How can we resolve this impasse? Is it even resolvable? Environmental advocates make a point that is difficult to refute: if we are truly worried about climate change and its impacts, then we should take any action necessary to reduce our emissions – even if it means economic burden on already burdened states. Nor is it fair that some nations’ hard work can be undone by the developing world: one estimate says that the reductions made by every Kyoto country will be nullified by China by year 2010.

If the environmentalists’ arguments are hard to reject, so too are those of the development advocates. After all, who wants to be the person to tell an upwardly mobile family in India, or China, or Cambodia that they cannot enjoy the same benefits of their income that a Western family can? Vishal Bhatia, an Indian commenter on the Nano dispute, summed up why he wants one: “I’m buying it because it gives a sense of freedom.”

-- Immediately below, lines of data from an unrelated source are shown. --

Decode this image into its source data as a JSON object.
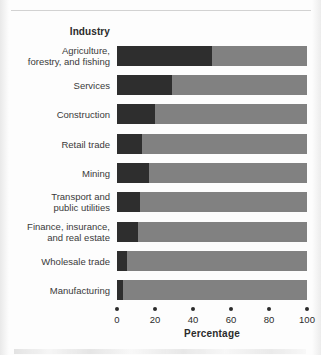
{
  "figure": {
    "column_header": "Industry",
    "axis_title": "Percentage"
  },
  "chart_data": {
    "type": "bar",
    "orientation": "horizontal",
    "stacked": true,
    "title": "",
    "subtitle": "",
    "xlabel": "Percentage",
    "ylabel": "Industry",
    "xlim": [
      0,
      100
    ],
    "xticks": [
      0,
      20,
      40,
      60,
      80,
      100
    ],
    "xtick_labels": [
      "0",
      "20",
      "40",
      "60",
      "80",
      "100"
    ],
    "grid": false,
    "legend": null,
    "categories": [
      "Agriculture, forestry, and fishing",
      "Services",
      "Construction",
      "Retail trade",
      "Mining",
      "Transport and public utilities",
      "Finance, insurance, and real estate",
      "Wholesale trade",
      "Manufacturing"
    ],
    "category_lines": [
      [
        "Agriculture,",
        "forestry, and fishing"
      ],
      [
        "Services"
      ],
      [
        "Construction"
      ],
      [
        "Retail trade"
      ],
      [
        "Mining"
      ],
      [
        "Transport and",
        "public utilities"
      ],
      [
        "Finance, insurance,",
        "and real estate"
      ],
      [
        "Wholesale trade"
      ],
      [
        "Manufacturing"
      ]
    ],
    "series": [
      {
        "name": "dark-segment",
        "color": "#2e2e2e",
        "values": [
          50,
          29,
          20,
          13,
          17,
          12,
          11,
          5,
          3
        ]
      },
      {
        "name": "light-segment",
        "color": "#818181",
        "values": [
          50,
          71,
          80,
          87,
          83,
          88,
          89,
          95,
          97
        ]
      }
    ]
  }
}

Today, this dispute leans somewhat in favor of the UN’s George Kell, who said, “You can’t deny emerging markets the right to the same living standards as OECD countries.” This definition of the “good life” and upward mobility is based in the experience and priorities of Western economies. Is there a bridge that offers synergy between individual desires and public needs or corporate desires and environmental consequences?